Now, mathematicians in Canada say that they have invented a family of music-making devices based on a network of three or more string segments—for instance, a Y-shaped string anchored at three endpoints. The extra segments supply exotic overtones that a single string doesn’t, say the researchers.
The first, and so far only, member of this new family of instruments is the tritare—rhymes with guitar—devised by mathematicians Samuel Gaudet and Claude Gauthier of the University of Moncton in New Brunswick. Resembling a guitar with two extra necks, the tritare hosts six Y-shaped strings. As in an ordinary guitar, each tritare string runs from a tuning peg along a fretted neck. However, the familiarity ends at an unanchored juncture point where the string branches. From there, one string segment runs along each of the two extra, unfretted necks.
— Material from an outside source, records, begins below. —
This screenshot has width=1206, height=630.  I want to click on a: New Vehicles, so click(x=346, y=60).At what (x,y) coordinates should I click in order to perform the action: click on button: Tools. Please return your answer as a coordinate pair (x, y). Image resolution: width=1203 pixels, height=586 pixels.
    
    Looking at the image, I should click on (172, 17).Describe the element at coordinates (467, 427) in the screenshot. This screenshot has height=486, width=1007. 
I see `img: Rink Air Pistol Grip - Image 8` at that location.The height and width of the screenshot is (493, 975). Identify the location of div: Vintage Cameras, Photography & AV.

Gaudet notes that a conventional, two-anchor musical-instrument string generates a fundamental sound frequency plus harmonics. Those frequencies are two, three, or other-integer multiples of the fundamental frequency.
The tritare generates not only those harmonic overtones but also nonharmonic ones, he says. Listeners typically hear such nonharmonic overtones from percussion instruments—for instance, bells or gongs—which vibrate in more-complicated patterns than simple strings do.
Depending on how each note on a tritare is played, the sound can include a few or many nonharmonic ingredients, Gaudet says. So, he adds, the instrument offers “a richer sound than does a classical stringed instrument.”
Richer yes, but not necessarily better, comments physicist and acoustics specialist Bernard Richardson of Cardiff University in Wales. “The branched string is really a simple analogue of the more complex structures found in things like plates and curved shells—bars, cymbals, bells, and gongs,” he notes. However, “to my ears [the tritare] just sounded like a badly out-of-tune instrument.”
“Sounds which are richer and less safe harmonically … provide inspiration and ways to musically express different things,” Gaudet contends. He and his colleague Sophie Léger, also of the University of Moncton, are slated to discuss the tritare and its design principles this week at a meeting of the Acoustical Society of America in Providence, R.I. Online sound clips of the tritare are available at http://www.acoustics.org/press/151st/Leger.html.
Given that so much music experimentation these days is done with computers, “the tritare may be one of the last new instruments to be invented relying entirely on novel physics without incorporating any computational element,” comments physicist and experimental–musical-instrument maker Benjamin W. Vigoda of the Massachusetts Institute of Technology.